There’s always a haze in the air, a constant acrid smell from either the occasional wisps of vocanic ash from “Smokin’ Rainier” or the vapors of toxins bubbling to the surface. You only get used to it as your smell receptors callous over. Aztlan has nothing on air quality compared to Puyallup. Then there is the silence. Granted, most of the population is gathered in urban pockets here and there, but besides that, there’s no constant electrical hum, no bustling traffic, no flashy, gimmicked advertisements holo-cast from every street corner. Here you are at the crossroads of E and Z Street. No, not Easy Street. Puyallup has been designated by law enforcement as Class E and Class Z neighborhoods, where it’s easier on the paperwork to just shoot first. We’re the overlooked, the SINless, the outcast; no one is going to any effort to get our attention nor care about our demographic. Big corporations aren’t investing time or products in Puyallup, hence the Silence.
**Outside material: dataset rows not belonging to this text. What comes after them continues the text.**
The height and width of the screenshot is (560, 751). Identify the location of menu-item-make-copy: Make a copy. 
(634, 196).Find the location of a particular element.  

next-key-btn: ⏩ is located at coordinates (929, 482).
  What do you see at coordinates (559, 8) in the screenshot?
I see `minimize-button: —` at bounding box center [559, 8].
The Matrix is a joke, a patchwork of old hosts, pirated LTG hardlines, and a hodgepodge of wireless devices that may or may not be there on a given day. While it was rough in the old days to hack from, the Matrix network from the barrens is endearingly called the Briar Patch, as you may get dumped if you don’t know the landscape.
In the absence of law enforcement, tribal gangs and organized crime divide and control various urban parts of this district. Local government mainly stays in their lane, which generally means downtown Puyallup, though work is prioritized according to bribes offered. Every freeway that borders the district screams not to take an exit into Puyallup. xGuide warns drivers with a stern notice that it cannot help you within the district, which is pretty much true given that any streetlight or road charger has been cannibalized years if not decades ago, leaving crumbling asphalt barely recognizable as a road. Oh, and word to the wise - if your car suddenly has xGuide and tells you how to get out, don’t follow; if you’re lucky, it’s some gang wanting your vehicle for parts.
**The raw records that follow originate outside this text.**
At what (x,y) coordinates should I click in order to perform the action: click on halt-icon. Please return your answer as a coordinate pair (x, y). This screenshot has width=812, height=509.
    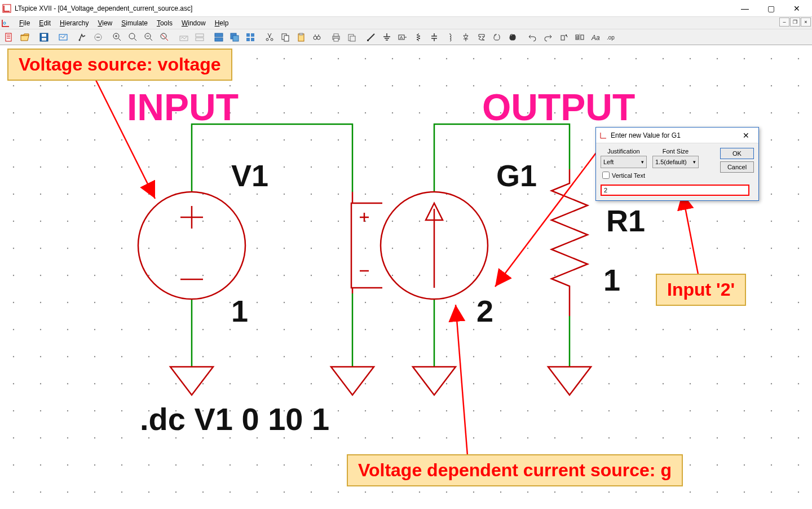
    Looking at the image, I should click on (98, 37).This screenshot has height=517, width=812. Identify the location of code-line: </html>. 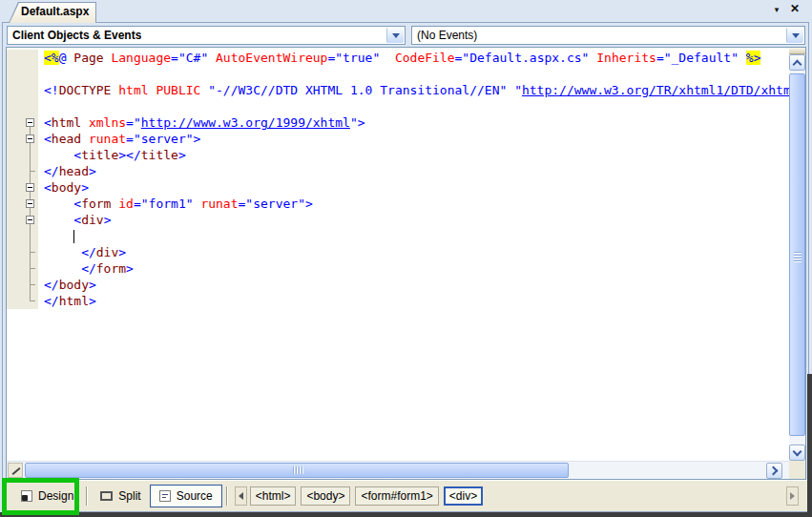
(398, 301). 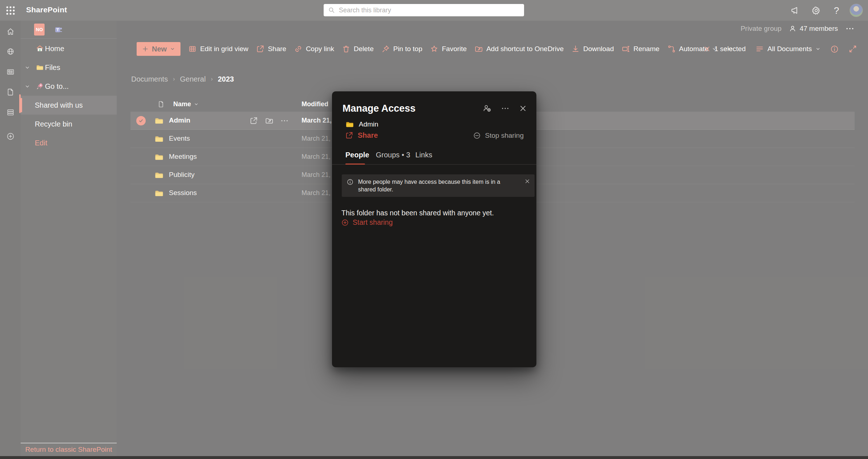 I want to click on dialog-share-button: Share, so click(x=362, y=136).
Outside those urban pockets, crumbling infrastructure is being reclaimed by vegetation tortured and twisted by the toxic soil in poetic vengeance. You have ash fields and lava flows, and parts of what was the Puyallup river are thick with sludge and mud geysers spewing a steaming cocktail that can melt your face off six different ways. Helicopter tours are available. It’s a no-man’s land where you have to protect what you have from pretty much everything. There’s always swarms of quakes, more so since the Twins. The locals have gotten used to the occasional rattle. Science-brains think it’s magma movements like Yellowstone. Magic brains think it’s bad mojo... like Yellowstone. Maybe they are both right.
People of Puyallup live a hard life, but they are not all bad—look at how many have clawed their way out. Polite people consider Puyallup a melting pot of metahumans and culture, but in reality, it’s primarily a steaming pile of refuse. Since 2009, you’ve had displaced NAN internment camps followed by people displaced by the NAN with a little volcanic eruption in between, then metahuman quarantine camps followed by the Night of Rage. Decades of miserable people with nowhere to go came into Puyallup. But it didn’t stop there. Layers of undesirable, petty criminals, and the Ork Underground have been dropped here as if it were a cheaper than prison. And it’s not just the Seattle metroplex that does this. The bordering nations think Puyallup is a perfect place to make it somebody else’s problem. Tír bastards have been throwing people out because of heritage or caste for decades. And as they say: At least it's not Redmond.